How Gematria Works: The Fundamentals

The core mechanism of gematria is straightforward: assign a number to each letter, add up the numbers in a word or phrase, and compare the result to other words or phrases. The depth lies in what you choose to compare and how you interpret the connections you find.

The Basic Calculation

Using English Gematria (A=1, B=2 … Z=26), let us calculate the word GEMATRIA step by step:

Total: 7 + 5 + 13 + 1 + 20 + 18 + 9 + 1 = 74

The word JESUS also equals 74 in English Gematria (J=10, E=5, S=19, U=21, S=19). This numerical equivalence is one of the most discussed in modern English gematria research — whether it is meaningful or coincidental depends entirely on your interpretive framework.

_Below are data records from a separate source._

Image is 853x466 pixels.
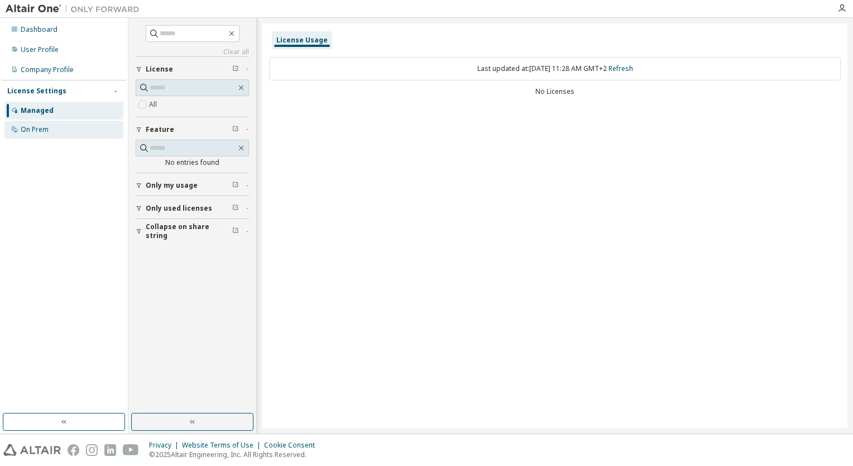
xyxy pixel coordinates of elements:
[136,117,249,142] button: Feature
[136,196,249,221] button: Only used licenses
[21,106,54,115] div: Managed
[146,222,232,240] span: Collapse on share string
[149,441,182,450] div: Privacy
[232,65,239,74] span: Clear filter
[232,125,239,134] span: Clear filter
[232,227,239,236] span: Clear filter
[136,158,249,167] div: No entries found
[86,444,98,456] img: instagram.svg
[146,65,173,74] span: License
[21,125,49,134] div: On Prem
[136,57,249,82] button: License
[232,181,239,190] span: Clear filter
[276,36,328,45] div: License Usage
[136,173,249,198] button: Only my usage
[149,98,159,111] label: All
[21,65,74,74] div: Company Profile
[21,25,58,34] div: Dashboard
[146,125,174,134] span: Feature
[104,444,116,456] img: linkedin.svg
[146,181,198,190] span: Only my usage
[136,219,249,243] button: Collapse on share string
[68,444,79,456] img: facebook.svg
[609,64,633,73] a: Refresh
[232,204,239,213] span: Clear filter
[269,57,841,80] div: Last updated at: [DATE] 11:28 AM GMT+2
[3,444,61,456] img: altair_logo.svg
[149,450,322,459] p: © 2025 Altair Engineering, Inc. All Rights Reserved.
[269,87,841,96] div: No Licenses
[6,3,145,15] img: Altair One
[146,204,212,213] span: Only used licenses
[264,441,322,450] div: Cookie Consent
[136,47,249,56] a: Clear all
[182,441,264,450] div: Website Terms of Use
[123,444,139,456] img: youtube.svg
[7,87,66,95] div: License Settings
[21,45,59,54] div: User Profile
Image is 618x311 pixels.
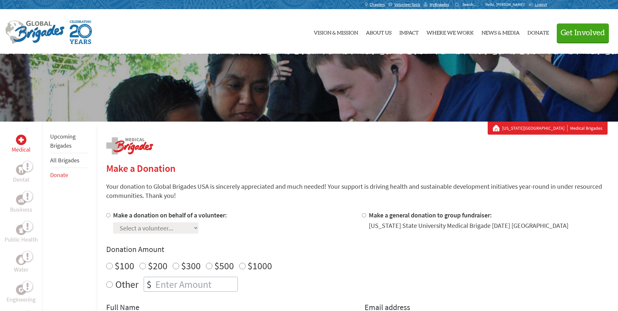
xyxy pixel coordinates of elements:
img: Medical [19,137,24,142]
div: Public Health [16,224,26,235]
p: Business [10,205,32,214]
a: Logout [528,2,547,7]
input: Enter Amount [154,277,238,291]
a: About Us [366,15,392,49]
img: Dental [19,166,24,173]
label: $500 [214,259,234,272]
a: WaterWater [14,254,28,274]
a: BusinessBusiness [10,195,32,214]
p: Medical [12,145,31,154]
a: Impact [399,15,419,49]
p: Public Health [5,235,38,244]
a: Donate [527,15,549,49]
label: Make a general donation to group fundraiser: [369,211,492,219]
a: Public HealthPublic Health [5,224,38,244]
a: MedicalMedical [12,135,31,154]
p: Hello, [PERSON_NAME]! [485,2,528,7]
div: Engineering [16,284,26,295]
span: Chapters [370,2,385,7]
span: Volunteer Tools [395,2,420,7]
label: $300 [181,259,201,272]
li: Donate [50,168,88,182]
a: All Brigades [50,156,79,164]
a: [US_STATE][GEOGRAPHIC_DATA] [502,125,568,131]
a: EngineeringEngineering [7,284,36,304]
label: $1000 [248,259,272,272]
div: Medical Brigades [493,125,602,131]
label: $100 [115,259,134,272]
a: Where We Work [426,15,474,49]
a: News & Media [482,15,520,49]
p: Dental [13,175,29,184]
img: Business [19,197,24,202]
input: Search... [462,2,481,7]
label: Make a donation on behalf of a volunteer: [113,211,227,219]
p: Water [14,265,28,274]
a: Vision & Mission [314,15,358,49]
img: Public Health [19,226,24,233]
img: Engineering [19,287,24,292]
span: Logout [535,2,547,7]
div: Business [16,195,26,205]
div: Water [16,254,26,265]
div: Medical [16,135,26,145]
p: Engineering [7,295,36,304]
h4: Donation Amount [106,244,608,254]
div: Dental [16,165,26,175]
span: Get Involved [561,29,605,37]
img: Global Brigades Celebrating 20 Years [70,21,92,44]
a: Upcoming Brigades [50,133,76,149]
li: Upcoming Brigades [50,129,88,153]
label: Other [115,277,138,292]
a: DentalDental [13,165,29,184]
button: Get Involved [557,23,609,42]
p: Your donation to Global Brigades USA is sincerely appreciated and much needed! Your support is dr... [106,182,608,200]
img: Global Brigades Logo [5,21,65,44]
span: MyBrigades [430,2,449,7]
label: $200 [148,259,167,272]
img: logo-medical.png [106,137,153,154]
div: $ [144,277,154,291]
a: Donate [50,171,68,179]
li: All Brigades [50,153,88,168]
img: Water [19,256,24,263]
div: [US_STATE] State University Medical Brigade [DATE] [GEOGRAPHIC_DATA] [369,221,569,230]
h2: Make a Donation [106,162,608,174]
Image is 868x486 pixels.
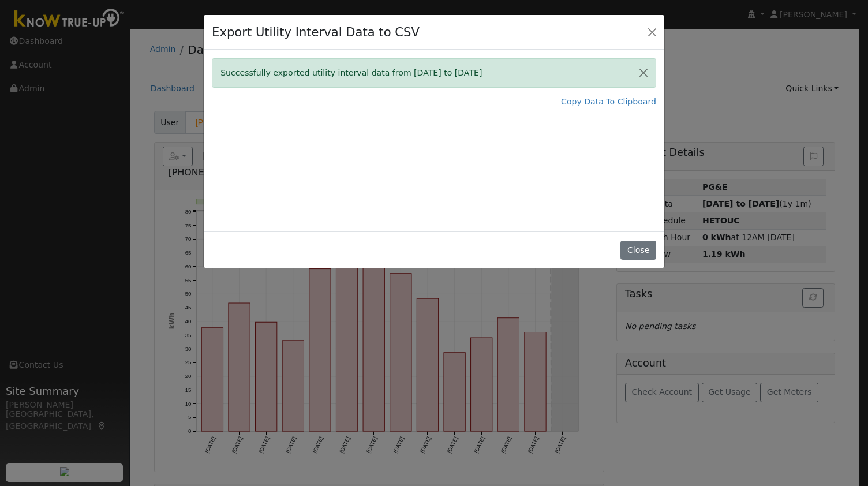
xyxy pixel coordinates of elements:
button: Close [621,241,656,260]
button: Close [644,24,660,40]
div: Successfully exported utility interval data from [DATE] to [DATE] [212,58,656,87]
a: Copy Data To Clipboard [561,95,656,108]
h4: Export Utility Interval Data to CSV [212,23,420,42]
button: Close [631,59,656,87]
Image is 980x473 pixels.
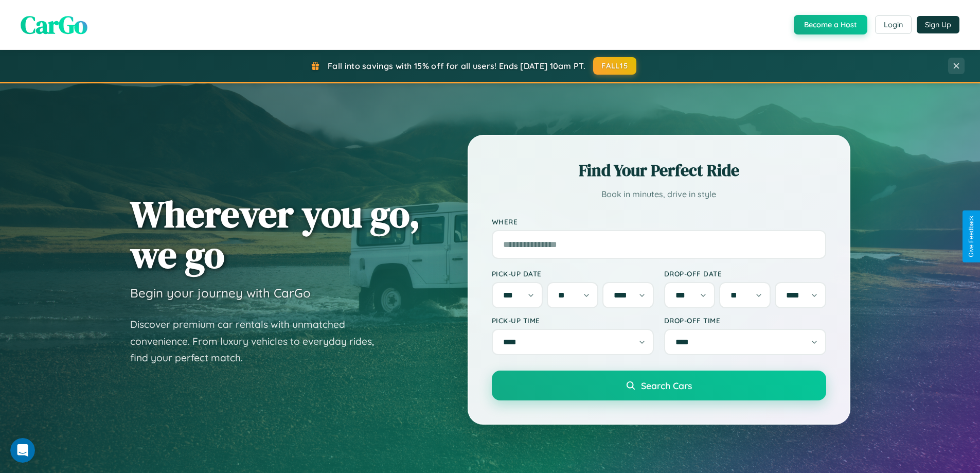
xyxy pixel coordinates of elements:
span: Search Cars [641,380,692,392]
label: Drop-off Time [664,316,826,325]
p: Book in minutes, drive in style [491,187,826,202]
button: Become a Host [794,15,868,35]
label: Pick-up Time [491,316,654,325]
h1: Wherever you go, we go [130,194,420,275]
label: Where [491,218,826,226]
label: Pick-up Date [491,269,654,278]
button: Search Cars [491,371,826,400]
h2: Find Your Perfect Ride [491,159,826,182]
button: FALL15 [593,58,636,75]
h3: Begin your journey with CarGo [130,285,311,301]
span: CarGo [21,8,87,42]
div: Give Feedback [968,216,975,257]
label: Drop-off Date [664,269,826,278]
iframe: Intercom live chat [10,438,35,463]
button: Sign Up [916,16,959,34]
button: Login [875,16,911,34]
span: Fall into savings with 15% off for all users! Ends [DATE] 10am PT. [328,61,586,72]
p: Discover premium car rentals with unmatched convenience. From luxury vehicles to everyday rides, ... [130,316,387,367]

Letter Breakdown vs. Total Value

Our gematria calculator displays both the individual letter values and the total. This matters because researchers often look not just at the final number but at patterns within the breakdown — the sequence of individual letter values, repeated digits, or the ratio between consonants and vowels. The letter-by-letter display makes these patterns visible at a glance.

Why Different Methods Give Different Results

The same word will produce entirely different totals depending on which method you use. This is intentional — each method encodes different assumptions about the relationship between letters and numbers. Hebrew Gematria reflects the historical Hebrew letter values; Sumerian Gematria reflects the base-60 number system; Reverse Gematria explores mirror relationships; Full Reduction focuses on single-digit essences. Using multiple methods in combination — which our calculator supports — gives a fuller picture of a word's numerical character.

All 9 Gematria Methods: A Complete Reference

Our online gematria calculator supports nine distinct calculation methods. Here is a complete reference for each, including the full letter-to-number mapping, a worked example, and guidance on when to use each system.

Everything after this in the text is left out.